Drug use is a fairly routine activity for many young people. It’s a casual thought — the stuff of a night out, or a gig, or an overdue assignment. The stigma attached to illicit drugs has faded substantially, at least for the kinds of drug use most commonly engaged in by middle and upper class university students. Drugs are a ubiquitous cultural reference, an easy joke. Those of us who do not use drugs are increasingly likely to approach them with a sense of acceptance. In this context, it feels pretty incongruous that the wider socio-political approach to drugs remains hostile, punitive and counterproductive.
Young people are not unfamiliar with the sense that national politics is out of step with our interests. The disillusionment with mainstream climate policy is a clear example of where young people’s attitude for change clearly outpaces our political elders. Yet the dissonance does raise the question: what would it take to make progressive drug policy an election issue?
To answer this, we need to take a look at the parties’ drug policy at present.

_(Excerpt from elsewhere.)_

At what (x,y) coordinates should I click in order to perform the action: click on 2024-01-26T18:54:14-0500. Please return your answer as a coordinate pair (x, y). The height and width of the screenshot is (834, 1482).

The Liberal Party’s record on drug policy is, reliably, cooked. Their policy platform’s only mention of drugs is in the context of having “sent drug offenders packing” by refusing their visas. Their history on the issue is intensely punitive, having several times tried to mandate random drug testing for welfare recipients. Their rhetoric on the issue is reliably condemnatory, emotive, and centres law enforcement as the natural solution to drug issues.
The Labor Party’s national platform treats the issue better, framing it as a health issue and supporting “harm minimisation principles” and better funding for health services. At a state level, Labor governments have been key (although inconsistent) supporters of medically supervised injection rooms, despite conservative opposition. In the ACT, the Labor Party proposed the Territory’s cannabis decriminalisation legislation. Nonetheless, it is clearly not a focus of the party, nor do they support more radical measures that would truly end the war on drugs and provide agency to users.
The Greens have a distinctly more drug-friendly approach: their platform openly supports decriminalisation and harm minimisation, and Greens politicians have been vocal public supporters of ending drug policing.
David Shoebridge, former NSW Greens MP and current Senate candidate, founded Sniff Off in 2011 to oppose the use of drug dogs by police. He expressed frustration with the major parties’ approach to drug use, telling Honi, “Compassion and common sense are lacking in the major parties’ responses to drug use. Criminalising drug use harms drug users and empowers organised crime, everybody knows this, but the Coalition and Labor are addicted to law and order politics.”
If the conventional responses to drug issues are broken, can we expect electoral politics to fix them?
Public attitudes towards drug use are clearly shifting fast. Support for the legalisation of cannabis has doubled in Australia since 2013. Decriminalisation is even supported by the Uniting Church, although it’s admittedly a very progressive religious institution.
Shoebridge suggested that demographic changes will likely feed into change on drug policy, arguing “as the Tik-Tok and Instagram generation starts voting and taking political power from 2GB listeners the tide will turn even more sharply.”
Cursory consultation with my peers (read: Instagram mutuals) suggested there is indeed an appetite for change. Several people told me that drug policy was a main concern in assessing parties’ policy platforms, with key demands being pill testing and decriminalisation.
One student told me “It’s more the vibe the candidate gives on drug policy that matters to me. I’m more inclined to vote for a party that has laws involving rehabilitative politics for drug use, but I feel like that’s mostly because a party that has that kind of drug policy will have other economic/social policies that I agree with.”
Funnily enough, the Young Liberals I spoke to (anonymous for obvious reasons) told me they disagreed with their party on drug issues.
But is this popular support sufficient to change parties’ tracks on drug policy?
One anonymous (for obvious reasons) source suggested to me that, despite the Liberals lagging behind on the issue, there has been some gradual progress. Notably, Parliamentary Committee 6 in the NSW Legislative Council has referred a Bill exempting THC from roadside drug testing, which “will very likely pass [the Legislative Council] as long as the ALP supports it.”
The same source suggested that MPs privately expressed to them that “should a cannabis decrim bill get presented, … it could have the potential [of] passing on a conscience vote.”
Perhaps then, as public opinion evolves, the reforms will pick up pace.
One clear barrier to change is that — faced with a host of policy issues ranging from climate
change to cost of living — voters’ preferences on drug issues fall by the wayside. It’s ultimately a relatively marginal issue. Additionally, with the bulk of direct drug policy occuring at a state level, although a bold national platform can impact the direction of drug policy, reforms are unlikely to be simple and nationwide.
Shoebridge was clear that “even with a surge in support for politicians who understand the evidence for drug law reform, these policies will only be won with a powerful on the ground campaign.”
On the ground campaigns are undoubtedly vital. The fundamental flaw of the drug war is that it wilfully ignores the actual realities of drug use — it refuses to admit that drugs are fun, that people have strategies to minimise harm, and that there are structural issues that create drug abuse. These are all lessons that simply including drug users in policy processes can provide; ultimately, top-down policy from political parties will never be sufficient without providing actual drug users with the right to self-determination.